Admitting that Anderson's announcement was more of a disappointment than a surprise, Scarfo is disturbed at the basis for the decision: sports fishing is worth more to the economy than commercial fishing.
"There will be no changes to the six-year plan to restore coho," said Anderson, admitting the moratorium has had, "a severe and difficult effect on fishermen."
"Expect varied openings in the commercial sector again this year, but even though we have established a priority for sportsfishing, it's not to the exclusion of the commercial fleet," he added.
Previous to Anderson's statement, sports fishing and commercial fishing were understood to have equal rights to the fisheries resources, behind First Nations' food fishing and conservation concerns.

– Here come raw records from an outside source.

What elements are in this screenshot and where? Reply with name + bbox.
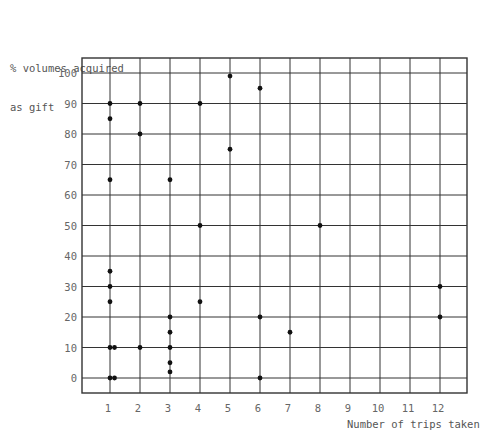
x-tick-label: 5 (225, 402, 231, 414)
data-point (108, 177, 113, 182)
y-tick-label: 40 (64, 250, 77, 262)
data-point (258, 376, 263, 381)
data-point (108, 284, 113, 289)
x-tick-label: 9 (345, 402, 351, 414)
scatter-plot: 0102030405060708090100 123456789101112 (0, 0, 490, 435)
data-points (108, 74, 443, 381)
grid-lines (82, 58, 467, 393)
y-tick-label: 100 (58, 67, 77, 79)
y-tick-label: 90 (64, 98, 77, 110)
data-point (138, 345, 143, 350)
data-point (138, 132, 143, 137)
data-point (318, 223, 323, 228)
x-tick-label: 10 (372, 402, 385, 414)
data-point (228, 74, 233, 79)
data-point (108, 376, 113, 381)
data-point (112, 345, 117, 350)
data-point (168, 360, 173, 365)
x-tick-label: 4 (195, 402, 201, 414)
data-point (258, 315, 263, 320)
data-point (108, 101, 113, 106)
x-tick-label: 11 (402, 402, 415, 414)
y-tick-labels: 0102030405060708090100 (58, 67, 77, 384)
data-point (198, 101, 203, 106)
data-point (288, 330, 293, 335)
data-point (112, 376, 117, 381)
data-point (108, 269, 113, 274)
data-point (108, 116, 113, 121)
data-point (168, 330, 173, 335)
x-tick-label: 8 (315, 402, 321, 414)
y-tick-label: 30 (64, 281, 77, 293)
x-tick-label: 2 (135, 402, 141, 414)
x-tick-label: 3 (165, 402, 171, 414)
data-point (168, 345, 173, 350)
data-point (198, 299, 203, 304)
data-point (198, 223, 203, 228)
y-tick-label: 50 (64, 220, 77, 232)
data-point (168, 370, 173, 375)
data-point (108, 345, 113, 350)
x-tick-label: 1 (105, 402, 111, 414)
data-point (138, 101, 143, 106)
x-tick-label: 6 (255, 402, 261, 414)
y-tick-label: 60 (64, 189, 77, 201)
x-tick-label: 12 (432, 402, 445, 414)
y-tick-label: 80 (64, 128, 77, 140)
data-point (228, 147, 233, 152)
x-tick-labels: 123456789101112 (105, 402, 444, 414)
data-point (168, 315, 173, 320)
y-tick-label: 70 (64, 159, 77, 171)
y-tick-label: 10 (64, 342, 77, 354)
y-tick-label: 0 (71, 372, 77, 384)
data-point (108, 299, 113, 304)
x-tick-label: 7 (285, 402, 291, 414)
data-point (438, 284, 443, 289)
data-point (438, 315, 443, 320)
data-point (168, 177, 173, 182)
x-axis-label: Number of trips taken (347, 418, 480, 430)
y-tick-label: 20 (64, 311, 77, 323)
data-point (258, 86, 263, 91)
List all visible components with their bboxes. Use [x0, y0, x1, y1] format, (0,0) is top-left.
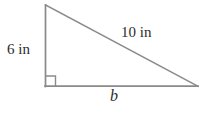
base-label: b	[110, 88, 118, 104]
triangle-graphic	[0, 0, 207, 113]
right-triangle-figure: 6 in 10 in b	[0, 0, 207, 113]
right-angle-marker-icon	[46, 76, 56, 86]
hypotenuse-label: 10 in	[121, 25, 151, 40]
hypotenuse-line	[46, 5, 199, 86]
vertical-leg-label: 6 in	[7, 42, 30, 57]
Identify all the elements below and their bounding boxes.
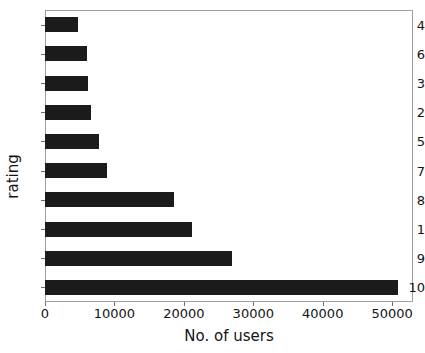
bar-rating-7 [45,163,107,178]
y-tick-label-7: 7 [391,164,425,177]
y-tick-label-1: 1 [391,223,425,236]
y-tick-label-5: 5 [391,135,425,148]
bar-rating-5 [45,134,99,149]
bar-rating-1 [45,222,192,237]
bar-rating-10 [45,280,398,295]
x-tick-label-0: 0 [41,306,49,321]
x-tick-label-40000: 40000 [302,306,343,321]
bar-rating-3 [45,76,88,91]
x-tick-label-50000: 50000 [371,306,412,321]
y-tick-label-3: 3 [391,77,425,90]
bar-rating-6 [45,46,87,61]
x-tick-label-30000: 30000 [233,306,274,321]
bar-rating-8 [45,192,174,207]
x-axis-label: No. of users [45,327,413,345]
bar-rating-2 [45,105,91,120]
y-axis-label: rating [0,0,26,353]
x-tick-label-20000: 20000 [163,306,204,321]
chart-figure: rating 46325781910 010000200003000040000… [0,0,425,353]
bar-rating-4 [45,17,78,32]
y-tick-label-4: 4 [391,18,425,31]
y-tick-label-2: 2 [391,106,425,119]
y-tick-label-8: 8 [391,193,425,206]
bar-rating-9 [45,251,232,266]
y-tick-label-6: 6 [391,47,425,60]
y-tick-label-9: 9 [391,252,425,265]
x-tick-label-10000: 10000 [94,306,135,321]
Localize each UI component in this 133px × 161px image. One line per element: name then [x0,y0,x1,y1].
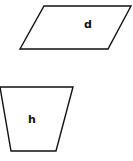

As expected, the recreational sports fishing industry has welcomed Anderson's announcement, with many columnists writing, arguably, the kindest words ever aimed at a politician.
"David Anderson has pretty much called it the way the recreational sector has been calling it for years," writes BC Outdoors Magazine editor Neil Cameron. "It took a man with incredible courage to do what he has done. He has close ties to both the recreational and commercial sectors. Yet, while his heart may have been tugged in two directions, his brain certainly knew what had to be done."
But Native leaders say that, by taking steps to divide the salmon fishery (chinook and coho for sports fishermen; sockeye, pink and chum for commercial), all Anderson has done has sparked a sectoral race towards extinction. With conservation being the penultimate concern for a fisheries minister, they say, user groups are not going to be happy with any decisions restricting access to the West Coast fishery. But when one group comes out so strongly for a decision, while another group comes out so strongly against that same decision, it's obvious that David Anderson needs to find a better balance.
As Premier Glen Clark said during the introduction of B.C.'s now-appreciated Forest Practices Code: "if everyone is mad at you, you've done the right thing."